Have We Washed Our Hands?
Good Morning Friends,
The scripture of the day lays out the Terms and Conditions that God laid down for the first couple in the Garden of Eden. So too today there are rules by which we must agree to abide to receive the benefits of belonging to a group. Often in this regard there are items we have never read or understand. We make the mistake that it is always something external when the real challenge is internal. We confuse the law and tradition…privilege and peace. Still, since it is the height of the Flu Season it makes one wonder about the relevance of today’s double-edged question for the church community. Have We Washed Our Hands?
Scripture: Then he called the crowd again and said to them, “Listen to me, all of you, and understand: there is nothing outside a person that by going in can defile, but the things that come out are what defile.” When he had left the crowd and entered the house, his disciples asked him about the parable. He said to them, “Then do you also fail to understand? Do you not see that whatever goes into a person from outside cannot defile, since it enters, not the heart but the stomach, and goes out into the sewer?” (Thus he declared all foods clean.) And he said, “It is what comes out of a person that defiles. For it is from within, from the human heart, that evil intentions come: fornication, theft, murder, adultery, avarice, wickedness, deceit, licentiousness, envy, slander, pride, folly. All these evil things come from within, and they defile a person.”
Mark 7:14-23 (NRSV)
These are the generations of the heavens and the earth when they were created. In the day that the Lord God made the earth and the heavens, when no plant of the field was yet in the earth and no herb of the field had yet sprung up—for the Lord God had not caused it to rain upon the earth, and there was no one to till the ground; but a stream would rise from the earth, and water the whole face of the ground— then the Lord God formed man from the dust of the ground, and breathed into his nostrils the breath of life; and the man became a living being. And the Lord God planted a garden in Eden, in the east; and there he put the man whom he had formed. Out of the ground the Lord God made to grow every tree that is pleasant to the sight and good for food, the tree of life also in the midst of the garden, and the tree of the knowledge of good and evil. The Lord God took the man and put him in the garden of Eden to till it and keep it. And the Lord God commanded the man, “You may freely eat of every tree of the garden; but of the tree of the knowledge of good and evil you shall not eat, for in the day that you eat of it you shall die.”

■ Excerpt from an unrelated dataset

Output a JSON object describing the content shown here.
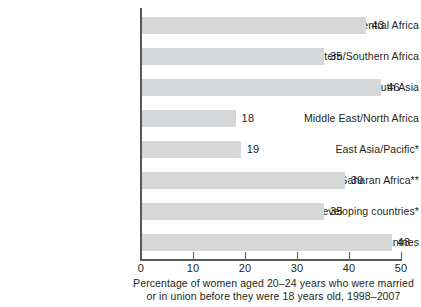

Genesis 2:4b-9, 15-17 (NRSV)
Message: Friends, we are to grow in civility through the joy and pleasure of imitating God in the planting of gardens while realizing that not everything is meant to be consumed and not everything brings a lasting joy. For here while our hands are covered in dirt we learn that our Spirit might experience the great goodness of God. Of course, cleanliness and bathing have deep rooted history in Jewish Law and Tradition. Certainly, the aspect of hygienics played a very important role in Biblical times, as it does today and an increased relevance after the fall. But what we are reading, and I hope understanding is how the Pharisees had taken ceremonial tradition to the extreme of creating man-made laws and in so doing miss the joy of the Garden and fell in a way of missing the mark of joy in life. It would appear, that among their thinking was the element of control and dominance but the deeper message is not only about the distortions of culture in driving expected behavior but also in the realization that working the soil is not a point of defilement but part of the challenge of life. So today we put on our thinking caps in the hopes that our gardens of imagination grow productive in ways that not only bring satisfaction but also glorify God.
And So, living in fellowship with our Creator was the goal in the Garden of Eden and it is our hope today as well, but to have this relationship healthy the focus cannot be caught up in the outward signs of the law without an inward reality present of Christ’s good news. Regardless of what some people want you to think there are right and wrong things to do in this life…there is the Way of Christ and everything else.
Pray we humbly understand right from wrong in the context of a relationship with Christ. Pray we realize that the message of the Garden does not answer all the questions that the mind and soul of people can imagine but is a good place to begin. Pray we appreciate the awakening of the Spirit as we contemplate the role of gardens as an image of paradise that reveals to us a better understanding of life. Pray in the reality that it is a sin of civilization to rob people of the beauty and hope of heaven imagined in a walk with God in the Garden.
Pray we have an instinctive wonder about the creation stories and an appreciate of the imagination of people that captured their mystery in a way that is immortal. Pray we realize that growth cannot be forced by human desire and that the silent process of the divine revelation must be trusted. Pray we be humble realizing the God will make known the mysteries of life. Pray we differentiate between the law and tradition…between love and culture. Pray the gardens of our bodies be sanctified for a new creation.